On some level, every superhero movie endeavors to show the humanity and fallibility of extraordinary individuals. The next X-Men universe movie Logan (out Mar. 3) looks as if it will break new ground in that area. Hugh Jackman is back as Wolverine, though not the one audiences first met in 2000's X-Men. This Logan is world-weary and riddled with both emotional and physical scars. His accelerated healing powers mean that Logan will live much longer than a non-mutated human. But he certainly does age. So just how old is Wolverine in Logan?
After solidifying his status as a fan favorite of Professor X's mutant team in the first three live-action X-Men movies, Logan went off on his own in the 2009 prequel X-Men Origins: Wolverine. His backstory goes like this: Wolverine was born James "Jimmy" Howlett in Canada circa 1832. As a child, he learns that his well-to-do parents have been keeping his real paternity a secret from him at the same time that his mutation first asserts itself. Jimmy Howlett's father is not John Howlett, it's the man who kills him: Thomas Logan, the family groundskeeper. In a rage, Jimmy attacks and kills his real father with his recently revealed adamantium claws. His mother throws him out, more for the mutation than the murder. Out on his own but for Thomas's legitimate son and his own half-brother Victor, Jimmy adopts the name Logan.

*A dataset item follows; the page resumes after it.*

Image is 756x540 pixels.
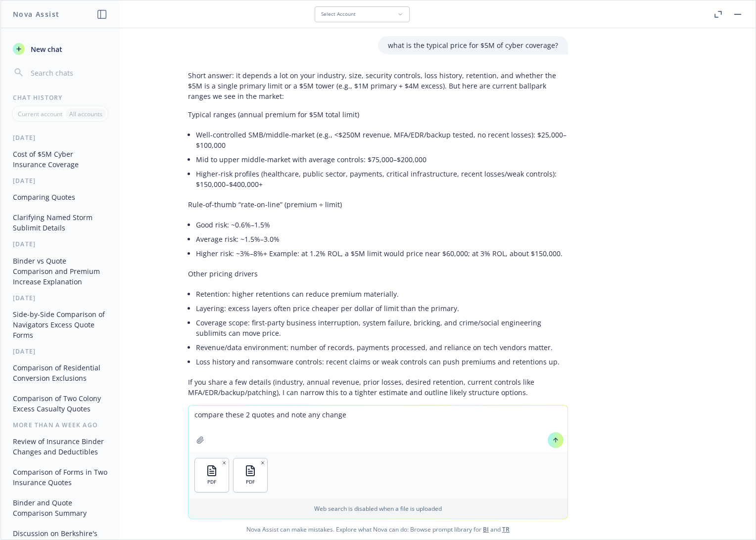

So to figure out Wolverine's current age, all you need is the date when Logan is meant to take place. Director James Mangold told ComicBook.com that Logan is set in 2029, which makes Wolverine 197 years young. The director chose the near-ish future as the movie's setting for a practical storytelling reason. "There's an epilogue scene in Days of Future Past which is 2024, or 2023, something like that," Mangold said in the ComicBook.com interview. "I just wanted to get far enough past. My goal was real simple: it was to pick a time where I had enough elbow room that I was clear of existing entanglements."
Wolverine is nearing his bicentennial year in Logan, but with wisdom and experience comes some body breakdown. His rapid healing process hasn't slowed necessarily, but it's changed. And the physical evidence is etched into his skin. Mangold explained to Empire how his advanced age requires that Logan be marked by combat in this particular movie. "We imagined he heals quickly, still, but it leaves a scar," Mangold said. "The simple idea was that his body would start to get a little more ravaged with a kind of tattooing of past battles, lacerations that remain of previous conflicts."
And skin imperfections aren't the only sign that Logan's Wolverine is a little past his prime. In October of last year, Mangold shared the second page of the Logan screenplay on his Twitter account, and it includes a description of the current state of the mutant's physical capabilities. I'll be honest: he's not going great. The script page reads:
"As for our hero, well, he's older now and it's clear his abilities aren't what they once were. He's fading on the inside and his diminished healing factor keeps him in a constant state of chronic pain — hence booze as a painkiller. So by all means, go ahead and worry about him."
Logan will find an almost 200-year-old Wolverine facing a decline he may have never thought possible. I do plan on worrying about him, just like the script is telling me to do. But there's hope for the future in the form of X-23 (Dafne Keen), a child mutant who reminds Logan a lot of himself.